For a while, Prime Minister Justin Trudeau presided over first ministers' meetings that were mostly sweetness and light, even agreeing to a climate-change agenda at a rosy first summit in 2015.

Now it’s a grumpy Confederation.

Nearly every premier is asking for something, upset about something or blaming Mr. Trudeau for not acting on their province’s problems.

Four provinces are now against Mr. Trudeau’s carbon tax. Alberta Premier Rachel Notley wants Ottawa to put up billions to defray the costs of the 7,000 rail cars it intends to buy to get more oil to market. She and Saskatchewan’s Scott Moe demanded the embattled oil sector and the damage to their economies be specifically counted on the agenda. Everyone wants money. And Ontario’s Doug Ford doesn’t want Mr. Trudeau to set the agenda.

So on Thursday morning, as premiers headed to Montreal to open their talks at a dinner that evening, Mr. Ford’s office let it be known that the Ontario Premier might walk out on Friday if Ottawa didn’t specifically put his items on the agenda – for instance the cost provinces bear for asylum-seekers and the impending closure of the GM plant. Mr. Ford didn’t want to be lectured to by federal ministers, his staffers huffed.

And so the political theatre of first ministers' meetings is back.

When Jean Chrétien was prime minister, then-Alberta premier Ralph Klein regularly cut out early, usually expressing some frustration. Quebec’s Parti Québécois premiers invariably had a beef. Many premiers regularly demanded Ottawa put their priorities on the agenda.

This Prime Minister isn’t used to that. Stephen Harper didn’t hold many first ministers' meetings, and Mr. Trudeau campaigned on making them a regular thing again. Now he has to face a room of premiers who are as much against him as for him, for a variety of reasons.

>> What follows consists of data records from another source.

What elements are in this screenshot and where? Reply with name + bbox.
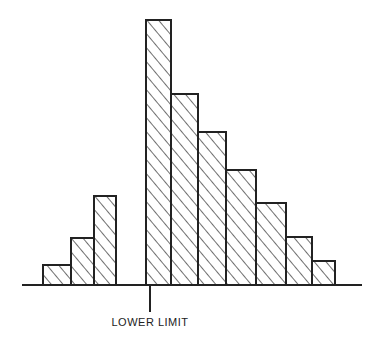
histogram-bar [226,170,256,285]
histogram-bar [198,132,226,285]
lower-limit-label: LOWER LIMIT [90,316,210,328]
histogram-bar [171,94,198,285]
bars [43,20,335,285]
histogram-bar [146,20,171,285]
histogram-bar [286,237,312,285]
histogram-bar [71,238,94,285]
histogram-bar [256,203,286,285]
histogram-chart [0,0,381,350]
histogram-bar [94,196,116,285]
histogram-bar [312,261,335,285]
histogram-bar [43,265,71,285]
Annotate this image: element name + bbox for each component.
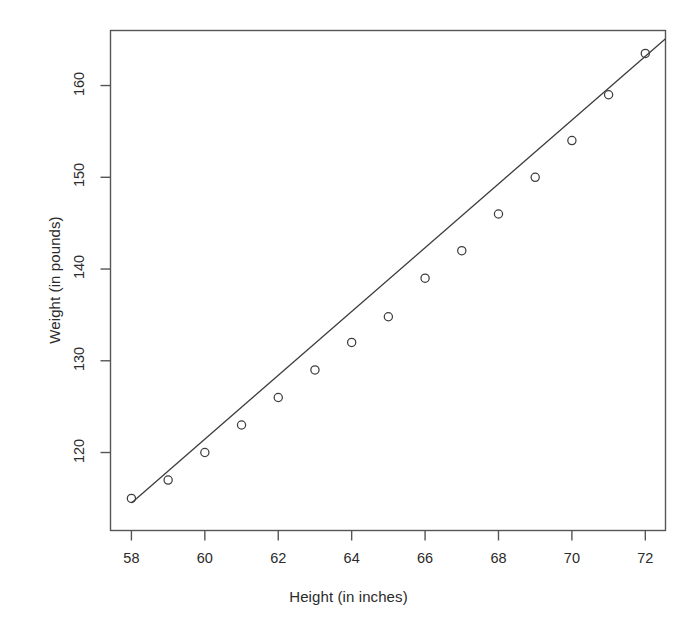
data-point-marker xyxy=(348,338,356,346)
data-point-marker xyxy=(237,421,245,429)
data-point-marker xyxy=(421,274,429,282)
y-tick-label-text: 120 xyxy=(71,438,87,462)
data-point-marker xyxy=(458,247,466,255)
data-point-marker xyxy=(274,393,282,401)
data-point-marker xyxy=(605,91,613,99)
y-tick-label-text: 150 xyxy=(71,163,87,187)
y-tick-label-text: 130 xyxy=(71,347,87,371)
data-point-marker xyxy=(568,136,576,144)
y-tick-label-text: 160 xyxy=(71,71,87,95)
data-point-marker xyxy=(201,448,209,456)
x-tick-label: 68 xyxy=(490,550,506,566)
x-tick-label: 72 xyxy=(637,550,653,566)
x-tick-label: 58 xyxy=(123,550,139,566)
data-point-marker xyxy=(384,313,392,321)
x-tick-label: 62 xyxy=(270,550,286,566)
x-tick-label: 70 xyxy=(564,550,580,566)
data-point-marker xyxy=(531,173,539,181)
trendline-segment xyxy=(131,39,665,503)
x-tick-label: 60 xyxy=(197,550,213,566)
regression-line xyxy=(131,39,665,503)
y-tick-label: 160 xyxy=(65,76,95,92)
scatter-plot-figure: Height (in inches) Weight (in pounds) 58… xyxy=(0,0,697,629)
y-tick-label: 140 xyxy=(65,259,95,275)
data-point-marker xyxy=(311,366,319,374)
y-axis-ticks xyxy=(101,86,111,453)
x-tick-label: 66 xyxy=(417,550,433,566)
data-points xyxy=(127,49,649,502)
data-point-marker xyxy=(127,494,135,502)
y-axis-title: Weight (in pounds) xyxy=(46,0,63,560)
y-tick-label-text: 140 xyxy=(71,255,87,279)
data-point-marker xyxy=(164,476,172,484)
y-tick-label: 130 xyxy=(65,351,95,367)
data-point-marker xyxy=(494,210,502,218)
y-tick-label: 150 xyxy=(65,167,95,183)
plot-canvas xyxy=(0,0,697,629)
y-tick-label: 120 xyxy=(65,443,95,459)
x-axis-title: Height (in inches) xyxy=(0,588,697,605)
x-tick-label: 64 xyxy=(344,550,360,566)
x-axis-ticks xyxy=(131,531,645,541)
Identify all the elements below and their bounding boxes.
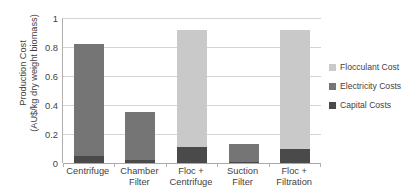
x-tick-label-line: Floc + <box>263 166 325 177</box>
bar-segment-capital-costs <box>280 149 310 164</box>
bar-segment-electricity-costs <box>125 112 155 160</box>
legend-item-label: Capital Costs <box>340 100 391 110</box>
legend-item-capital-costs[interactable]: Capital Costs <box>329 100 401 110</box>
y-axis-title-line-1: Production Cost <box>18 40 29 105</box>
legend-item-electricity-costs[interactable]: Electricity Costs <box>329 81 401 91</box>
y-tick-label-0.2: 0.2 <box>30 129 58 140</box>
bar-group-chamber-filter <box>115 18 167 163</box>
bar-segment-flocculant-cost <box>177 30 207 147</box>
y-tick-label-0.8: 0.8 <box>30 42 58 53</box>
y-tick-label-0.6: 0.6 <box>30 71 58 82</box>
production-cost-stacked-bar-chart: Production Cost (AU$/kg dry weight bioma… <box>0 0 410 192</box>
x-tick-label-floc-filtration: Floc + Filtration <box>263 166 325 189</box>
bar-segment-electricity-costs <box>74 44 104 156</box>
x-tick-label-line: Filtration <box>263 177 325 188</box>
bar-stack[interactable] <box>229 144 259 163</box>
x-axis-tick-labels: Centrifuge Chamber Filter Floc + Centrif… <box>62 166 320 192</box>
legend-swatch-icon <box>329 102 336 109</box>
bars-layer <box>63 18 321 163</box>
bar-segment-capital-costs <box>177 147 207 163</box>
bar-group-floc-centrifuge <box>166 18 218 163</box>
bar-group-floc-filtration <box>269 18 321 163</box>
y-tick-label-1: 1 <box>30 13 58 24</box>
legend-swatch-icon <box>329 64 336 71</box>
bar-group-centrifuge <box>63 18 115 163</box>
plot-area <box>62 18 321 163</box>
bar-segment-capital-costs <box>229 162 259 163</box>
bar-stack[interactable] <box>125 112 155 163</box>
bar-segment-flocculant-cost <box>280 30 310 149</box>
legend: Flocculant Cost Electricity Costs Capita… <box>329 62 401 110</box>
legend-item-label: Flocculant Cost <box>340 62 399 72</box>
bar-stack[interactable] <box>177 30 207 163</box>
bar-segment-electricity-costs <box>229 144 259 161</box>
bar-stack[interactable] <box>280 30 310 163</box>
y-tick-label-0: 0 <box>30 158 58 169</box>
bar-segment-capital-costs <box>74 156 104 163</box>
bar-stack[interactable] <box>74 44 104 163</box>
bar-segment-capital-costs <box>125 160 155 163</box>
x-axis-line <box>63 163 321 164</box>
y-tick-label-0.4: 0.4 <box>30 100 58 111</box>
legend-item-label: Electricity Costs <box>340 81 401 91</box>
legend-item-flocculant-cost[interactable]: Flocculant Cost <box>329 62 401 72</box>
bar-group-suction-filter <box>218 18 270 163</box>
legend-swatch-icon <box>329 83 336 90</box>
y-axis-tick-labels: 1 0.8 0.6 0.4 0.2 0 <box>30 12 58 169</box>
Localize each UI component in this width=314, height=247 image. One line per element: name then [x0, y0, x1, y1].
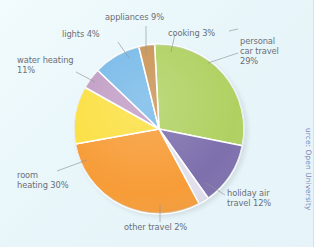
- slice-label-water-heating: water heating 11%: [17, 55, 74, 75]
- leader-line-personal-car-travel: [208, 53, 238, 63]
- slice-label-personal-car-travel: personal car travel 29%: [240, 36, 279, 67]
- slice-label-holiday-air-travel: holiday air travel 12%: [227, 188, 271, 208]
- slice-label-lights: lights 4%: [62, 29, 100, 39]
- slice-label-cooking: cooking 3%: [168, 28, 215, 38]
- page-edge-rule: [313, 0, 314, 247]
- slice-label-appliances: appliances 9%: [105, 12, 164, 22]
- figure-canvas: personal car travel 29%holiday air trave…: [0, 0, 314, 247]
- slice-label-room-heating: room heating 30%: [17, 170, 69, 190]
- pie-slices: personal car travel 29%holiday air trave…: [74, 44, 244, 214]
- slice-label-other-travel: other travel 2%: [124, 222, 187, 232]
- source-note: urce: Open University: [304, 128, 313, 210]
- leader-line-cooking-tail: [229, 29, 238, 31]
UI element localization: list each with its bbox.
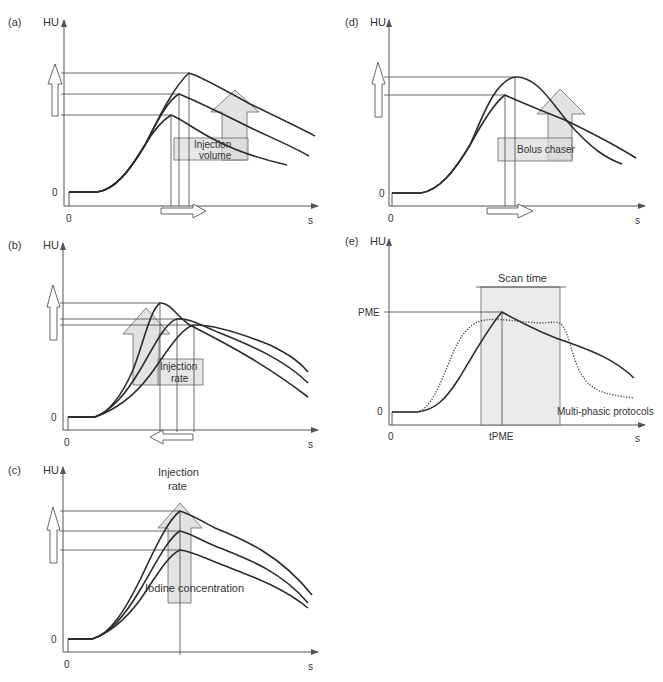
panel-d-zero-x: 0 [388,213,394,224]
panel-a-zero-x: 0 [66,213,72,224]
tpme-label: tPME [489,431,514,442]
panel-b-box-line1: Injection [160,361,197,372]
left-arrow-icon [150,430,193,444]
panel-b: (b) HU 0 0 s Injection rate [8,239,318,450]
panel-c: (c) HU 0 0 s Injection rate Iodine conce… [8,464,318,672]
scan-time-window [481,287,560,425]
panel-c-ylabel: HU [43,464,59,476]
up-arrow-icon [47,285,60,340]
panel-d-ylabel: HU [370,16,386,28]
panel-c-top-line1: Injection [158,466,199,478]
pme-label: PME [358,307,380,318]
panel-b-zero-x: 0 [64,437,70,448]
panel-e-ylabel: HU [370,235,386,247]
panel-a-tag: (a) [8,16,21,28]
guide-high [384,77,515,206]
panel-b-xlabel: s [308,439,313,450]
panel-e-zero-y: 0 [377,406,383,417]
panel-c-top-line2: rate [168,480,187,492]
panel-a-xlabel: s [308,215,313,226]
panel-e-tag: (e) [345,235,358,247]
panel-e: (e) HU 0 0 s Scan time PME tPME Multi-ph… [345,235,654,444]
panel-b-ylabel: HU [43,239,59,251]
panel-b-zero-y: 0 [51,412,57,423]
panel-c-zero-x: 0 [64,659,70,670]
multiphasic-label: Multi-phasic protocols [557,406,654,417]
up-arrow-icon [372,62,385,117]
panel-c-xlabel: s [308,661,313,672]
panel-a-box-line2: volume [199,150,232,161]
panel-a-ylabel: HU [43,16,59,28]
up-arrow-icon [48,64,62,116]
curve-with-chaser [392,77,622,193]
panel-d-zero-y: 0 [379,188,385,199]
panel-a-zero-y: 0 [52,187,58,198]
panel-b-box-line2: rate [171,373,189,384]
scan-time-label: Scan time [498,272,547,284]
panel-d-box-label: Bolus chaser [517,144,575,155]
panel-a: (a) HU 0 0 s Injection volume [8,16,318,226]
guide-high [61,73,189,206]
guide-low [384,95,505,206]
panel-d-xlabel: s [635,215,640,226]
up-arrow-icon [47,507,60,563]
panel-b-tag: (b) [8,239,21,251]
panel-d-tag: (d) [345,16,358,28]
guide-mid [61,94,179,206]
panel-d: (d) HU 0 0 s Bolus chaser [345,16,645,226]
figure: (a) HU 0 0 s Injection volume (d) HU 0 0 [0,0,663,682]
panel-c-tag: (c) [8,464,21,476]
panel-e-xlabel: s [635,433,640,444]
iodine-concentration-label: Iodine concentration [145,582,244,594]
curve-high [69,73,315,192]
panel-e-zero-x: 0 [388,431,394,442]
panel-c-zero-y: 0 [51,634,57,645]
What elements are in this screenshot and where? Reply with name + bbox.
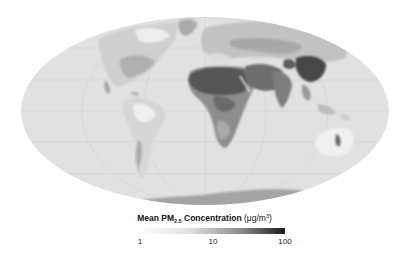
legend-title-prefix: Mean PM: [137, 213, 174, 223]
colorbar-tick-10: 10: [209, 237, 218, 246]
legend-title: Mean PM2.5 Concentration (μg/m3): [0, 213, 409, 224]
region-europe-asia: [201, 22, 347, 62]
legend-title-subscript: 2.5: [174, 218, 182, 224]
colorbar-tick-100: 100: [278, 237, 291, 246]
colorbar: [140, 228, 285, 234]
legend-unit-prefix: (μg/m: [242, 213, 266, 223]
legend-title-suffix: Concentration: [182, 213, 242, 223]
colorbar-tick-1: 1: [138, 237, 142, 246]
legend-unit-suffix: ): [269, 213, 272, 223]
world-map: [0, 0, 409, 215]
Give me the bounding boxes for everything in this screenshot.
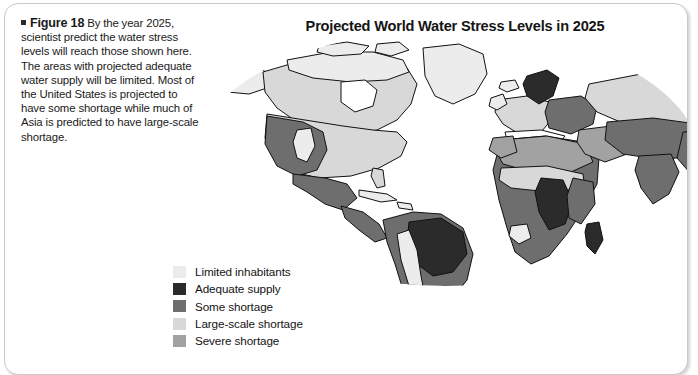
region-caribbean-cuba [359,190,397,202]
map-title: Projected World Water Stress Levels in 2… [227,18,683,34]
legend-label: Some shortage [195,300,273,313]
region-greenland [423,44,487,104]
legend-item-adequate-supply: Adequate supply [173,280,403,297]
legend-label: Limited inhabitants [195,265,291,278]
figure-label: Figure 18 [30,16,84,30]
legend-item-large-scale-shortage: Large-scale shortage [173,315,403,332]
figure-panel: Figure 18 By the year 2025, scientist pr… [4,3,688,375]
figure-caption-text: By the year 2025, scientist predict the … [21,17,198,143]
region-mexico [293,174,357,210]
region-india [635,154,679,204]
legend-swatch-icon [173,300,186,312]
legend-label: Severe shortage [195,334,279,347]
legend-item-some-shortage: Some shortage [173,298,403,315]
region-caribbean-hispaniola [397,202,413,210]
square-bullet-icon [21,20,26,25]
region-southern-south-america [423,286,449,306]
legend-swatch-icon [173,283,186,295]
legend-item-limited-inhabitants: Limited inhabitants [173,263,403,280]
legend-label: Large-scale shortage [195,317,303,330]
region-east-africa [567,178,595,224]
legend-swatch-icon [173,318,186,330]
legend-item-severe-shortage: Severe shortage [173,332,403,349]
region-florida [371,168,385,188]
map-legend: Limited inhabitants Adequate supply Some… [173,263,403,349]
region-central-america [341,206,387,242]
region-iceland [499,80,519,92]
region-arctic-island-1 [317,42,369,56]
region-madagascar [585,222,603,254]
legend-swatch-icon [173,335,186,347]
legend-label: Adequate supply [195,282,281,295]
figure-caption: Figure 18 By the year 2025, scientist pr… [21,16,203,144]
legend-swatch-icon [173,266,186,278]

Ms. Notley is usually one of Mr. Trudeau’s closest allies, but that’s not good for her with a provincial election coming in May, nor with an oil glut and bitumen bubble wreaking economic havoc in Alberta. She has to demand Ottawa do more. So she and Mr. Moe made a demand that oil-industry issues get their own place on the meeting’s agenda.

Mr. Ford, Mr. Moe and New Brunswick’s new Progressive Conservative Premier Blaine Higgs have all joined the same lawsuit against Mr. Trudeau’s carbon tax. The three acted like allies as they arrived.

But the Ontario Premier was trying to make it more than that – into a general rebuke of Mr. Trudeau.

It’s not about the agenda. It’s a grandstand play to send a simple signal that they don’t agree with Mr. Trudeau’s priorities.

The premiers, of course, don’t have to sit and listen if they want to talk. Mr. Ford complained about federal ministers giving lectures, because three – Finance Minister Bill Morneau, Environment Minister Catherine McKenna and Intergovernmental Affairs Minister Dominic LeBlanc – were set to speak. But their 10-minute PowerPoint presentations weren’t going to dominate the seven hours of meetings.

The formal agenda has two hours and 45 minutes devoted to economic issues – even if Ottawa called it “trade diversification, clean growth and economic competitiveness.” An hour of the agenda was set aside for a round table where premiers could raise whatever they want.

Never mind that. The formal agenda wasn’t the point. The point was picking a public fight with Mr. Trudeau over priorities.

Mr. Ford was never going to find a troop of premiers behind him if he tried to stage a boycott – though the Ontario Premier’s staff insisted into Thursday evening that he still might.

Mr. Moe wasn’t going to fly to Montreal and turn around because of the agenda’s wording. “I don’t think it matters at this point,” he said. He said he’d make his point no matter what. “I have a voice,” he said. “I’m going to use it.”

Mr. Ford has a voice, too. But this wasn’t about being heard behind closed doors. It was about being seen in public pushing back against Mr. Trudeau. In general, Mr. Trudeau now faces a group of premiers who don’t want to let him set the tone.